Greece makes surprising fiscal progress but is lower spending sustainable?
Thursday, July 12, 2012 at 11:09AM
Simon Ward

First-half Greek budget data are consistent with achievement of the target of reducing the state primary deficit to 0.5% of GDP in 2012. Recent improvement, however, reflects a large cut in expenditure that may yet prove unsustainable.

The primary deficit totalled €3.71 billion in the year to June, down from €10.53 billion in the prior 12 months, implying a fall from 4.8% to 1.8% of GDP – see chart. The rate of decline, if sustained, is consistent with meeting the target in the 2012 Supplementary Budget of a deficit of €1.09 billion or 0.5% of GDP in calendar 2012. (Greece’s IMF programme targets a primary deficit of 1.0% of GDP in 2012 but this is on a wider general government basis including local governments, social security funds etc.)

The overall state deficit has declined by less, totalling €22.21 billion or 10.6% of GDP in the year to June after €25.03 billion or 11.3% in the prior 12 months. Interest payments rose significantly over July 2011-March 2012 but are now falling year-on-year as a result of the PSI debt restructuring. The Supplementary Budget projects an interest bill of €13.05 billion in 2012, down from €16.35 billion last year, in which case the overall deficit will decline to €14.14 billion or 6.9% of GDP, assuming that the primary shortfall target of 0.5% is met.

The fall in the primary deficit is the result of a substantial cut in expenditure that has offset weaker tax receipts – non-interest spending and revenue fell by 18.8% and 10.5% respectively in the 12 months to June from the prior year. The risk is that the spending decline partly reflects a backloading of payments that will appear in the second half of the year rather than a sustainable reduction. The suggestion, nevertheless, is that the last two Greek administrations achieved greater fiscal progress than widely expected, even if structural reform efforts have fallen short.

Article originally appeared on Money Moves Markets (https://moneymovesmarkets.com/).
See website for complete article licensing information.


What you will do
Write out each line of the entries below that holds the word "content".

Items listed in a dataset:
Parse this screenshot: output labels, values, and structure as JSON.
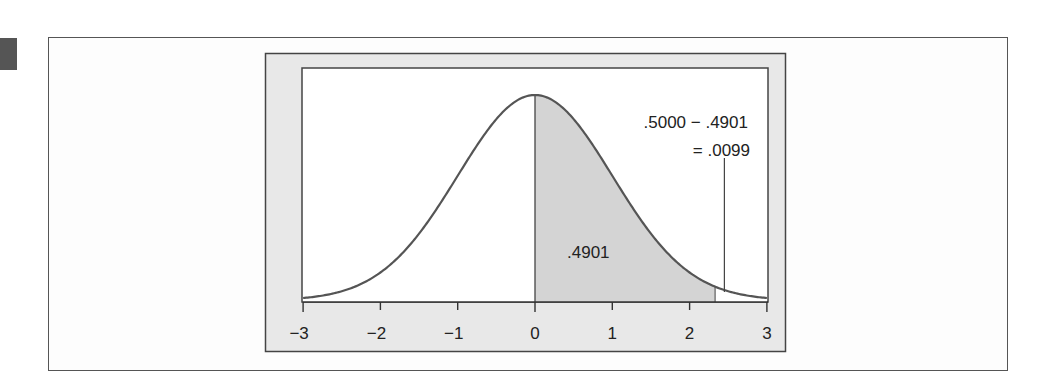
{
  "figure": {
    "marker_color": "#555555",
    "frame_fill": "#e8e8e8",
    "plot_fill": "#ffffff",
    "shade_fill": "#d4d4d4",
    "curve_color": "#555555"
  },
  "chart_data": {
    "type": "area",
    "title": "",
    "xlabel": "",
    "ylabel": "",
    "xlim": [
      -3,
      3
    ],
    "x_ticks": [
      -3,
      -2,
      -1,
      0,
      1,
      2,
      3
    ],
    "x_tick_labels": [
      "−3",
      "−2",
      "−1",
      "0",
      "1",
      "2",
      "3"
    ],
    "grid": false,
    "series": [
      {
        "name": "standard normal density",
        "mean": 0,
        "sd": 1
      }
    ],
    "shaded_region": {
      "from": 0,
      "to": 2.33,
      "area": 0.4901,
      "label": ".4901"
    },
    "annotations": [
      {
        "text_line1": ".5000 − .4901",
        "text_line2": "= .0099",
        "points_to_z": 2.45
      }
    ]
  }
}
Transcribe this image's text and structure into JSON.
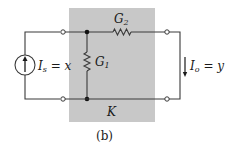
{
  "figure": {
    "caption": "(b)",
    "colors": {
      "box_fill": "#c8c8c8",
      "wire": "#3a3a3a",
      "background": "#ffffff"
    }
  },
  "components": {
    "source": {
      "symbol": "I",
      "subscript": "s",
      "equals": " = x",
      "type": "current-source",
      "direction": "up"
    },
    "g1": {
      "symbol": "G",
      "subscript": "1",
      "type": "resistor"
    },
    "g2": {
      "symbol": "G",
      "subscript": "2",
      "type": "resistor"
    },
    "output": {
      "symbol": "I",
      "subscript": "o",
      "equals": " = y",
      "direction": "down"
    },
    "box_label": "K"
  }
}
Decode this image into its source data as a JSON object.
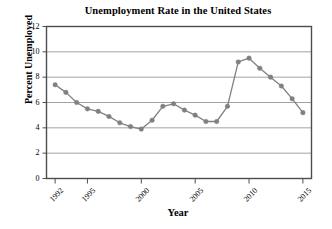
{
  "chart_data": {
    "type": "line",
    "title": "Unemployment Rate in the United States",
    "xlabel": "Year",
    "ylabel": "Percent Unemployed",
    "xlim": [
      1991.2,
      2015.8
    ],
    "ylim": [
      0,
      12
    ],
    "grid": "horizontal",
    "legend": "none",
    "marker": "circle",
    "series_color": "#808080",
    "x": [
      1992,
      1993,
      1994,
      1995,
      1996,
      1997,
      1998,
      1999,
      2000,
      2001,
      2002,
      2003,
      2004,
      2005,
      2006,
      2007,
      2008,
      2009,
      2010,
      2011,
      2012,
      2013,
      2014,
      2015
    ],
    "values": [
      7.4,
      6.8,
      6.0,
      5.5,
      5.3,
      4.9,
      4.4,
      4.1,
      3.9,
      4.6,
      5.7,
      5.9,
      5.4,
      5.0,
      4.5,
      4.5,
      5.7,
      9.2,
      9.5,
      8.7,
      8.0,
      7.3,
      6.3,
      5.2
    ],
    "xticks": [
      1992,
      1995,
      2000,
      2005,
      2010,
      2015
    ],
    "xtick_labels": [
      "1992",
      "1995",
      "2000",
      "2005",
      "2010",
      "2015"
    ],
    "yticks": [
      0,
      2,
      4,
      6,
      8,
      10,
      12
    ],
    "ytick_labels": [
      "0",
      "2",
      "4",
      "6",
      "8",
      "10",
      "12"
    ]
  },
  "axes": {
    "frame_color": "#4d4d4d",
    "grid_color": "#8c8c8c",
    "background": "#ffffff"
  }
}
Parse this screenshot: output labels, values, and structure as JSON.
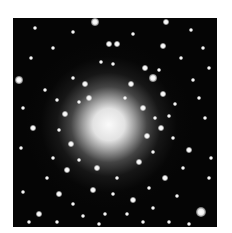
{
  "image": {
    "subject": "globular star cluster",
    "background": "#ffffff",
    "sky_color": "#050505",
    "core_center": [
      95,
      107
    ]
  },
  "stars": [
    [
      82,
      4,
      4
    ],
    [
      153,
      4,
      3
    ],
    [
      22,
      10,
      2
    ],
    [
      60,
      14,
      2
    ],
    [
      120,
      16,
      2
    ],
    [
      178,
      12,
      2
    ],
    [
      96,
      26,
      3
    ],
    [
      104,
      26,
      3
    ],
    [
      150,
      28,
      3
    ],
    [
      168,
      40,
      2
    ],
    [
      6,
      62,
      4
    ],
    [
      32,
      72,
      2
    ],
    [
      88,
      44,
      2
    ],
    [
      100,
      46,
      2
    ],
    [
      132,
      50,
      3
    ],
    [
      140,
      60,
      4
    ],
    [
      146,
      52,
      2
    ],
    [
      180,
      62,
      2
    ],
    [
      60,
      60,
      2
    ],
    [
      72,
      66,
      3
    ],
    [
      150,
      76,
      3
    ],
    [
      162,
      86,
      2
    ],
    [
      186,
      80,
      2
    ],
    [
      192,
      100,
      2
    ],
    [
      20,
      110,
      3
    ],
    [
      8,
      130,
      2
    ],
    [
      40,
      140,
      2
    ],
    [
      54,
      152,
      3
    ],
    [
      160,
      120,
      2
    ],
    [
      176,
      132,
      3
    ],
    [
      170,
      150,
      2
    ],
    [
      152,
      160,
      3
    ],
    [
      136,
      170,
      2
    ],
    [
      120,
      182,
      3
    ],
    [
      100,
      176,
      2
    ],
    [
      80,
      172,
      3
    ],
    [
      60,
      186,
      2
    ],
    [
      46,
      176,
      3
    ],
    [
      26,
      196,
      3
    ],
    [
      70,
      198,
      2
    ],
    [
      92,
      196,
      2
    ],
    [
      114,
      196,
      2
    ],
    [
      140,
      190,
      2
    ],
    [
      164,
      178,
      2
    ],
    [
      188,
      194,
      5
    ],
    [
      196,
      160,
      2
    ],
    [
      10,
      174,
      2
    ],
    [
      34,
      160,
      2
    ],
    [
      130,
      90,
      3
    ],
    [
      142,
      100,
      2
    ],
    [
      148,
      110,
      3
    ],
    [
      52,
      96,
      3
    ],
    [
      46,
      112,
      2
    ],
    [
      58,
      126,
      3
    ],
    [
      66,
      142,
      2
    ],
    [
      126,
      144,
      3
    ],
    [
      140,
      134,
      2
    ],
    [
      118,
      66,
      3
    ],
    [
      76,
      80,
      3
    ],
    [
      112,
      80,
      2
    ],
    [
      84,
      150,
      3
    ],
    [
      104,
      160,
      2
    ],
    [
      66,
      84,
      2
    ],
    [
      134,
      118,
      3
    ],
    [
      156,
      98,
      2
    ],
    [
      44,
      82,
      2
    ],
    [
      18,
      40,
      2
    ],
    [
      40,
      30,
      2
    ],
    [
      190,
      30,
      2
    ],
    [
      196,
      50,
      2
    ],
    [
      10,
      90,
      2
    ],
    [
      198,
      140,
      2
    ],
    [
      176,
      206,
      2
    ],
    [
      156,
      204,
      2
    ],
    [
      130,
      204,
      2
    ],
    [
      44,
      204,
      2
    ],
    [
      16,
      204,
      2
    ],
    [
      86,
      206,
      2
    ]
  ]
}
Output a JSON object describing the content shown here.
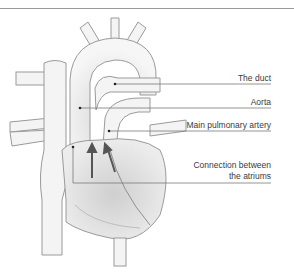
{
  "diagram": {
    "labels": [
      {
        "id": "duct",
        "text": "The duct"
      },
      {
        "id": "aorta",
        "text": "Aorta"
      },
      {
        "id": "pulmonary",
        "text": "Main pulmonary artery"
      },
      {
        "id": "atriums",
        "line1": "Connection between",
        "line2": "the atriums"
      }
    ],
    "colors": {
      "outline": "#9a9a9a",
      "fill": "#f2f2f2",
      "shade": "#c9c9c9",
      "leader": "#7a7a7a",
      "text": "#3a3a3a",
      "arrow": "#555555"
    }
  }
}
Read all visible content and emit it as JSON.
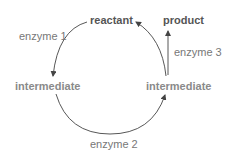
{
  "diagram": {
    "type": "metabolic-cycle",
    "nodes": {
      "reactant": "reactant",
      "product": "product",
      "intermediate_left": "intermediate",
      "intermediate_right": "intermediate"
    },
    "edges": [
      {
        "from": "reactant",
        "to": "intermediate_left",
        "label": "enzyme 1"
      },
      {
        "from": "intermediate_left",
        "to": "intermediate_right",
        "label": "enzyme 2"
      },
      {
        "from": "intermediate_right",
        "to": "reactant",
        "label": ""
      },
      {
        "from": "intermediate_right",
        "to": "product",
        "label": "enzyme 3"
      }
    ],
    "colors": {
      "main_node": "#555555",
      "intermediate_node": "#8a8a8a",
      "enzyme_label": "#777777",
      "arrow": "#444444",
      "background": "#ffffff"
    }
  }
}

Result
Output a JSON object describing the content shown here.
Read all visible content and emit it as JSON.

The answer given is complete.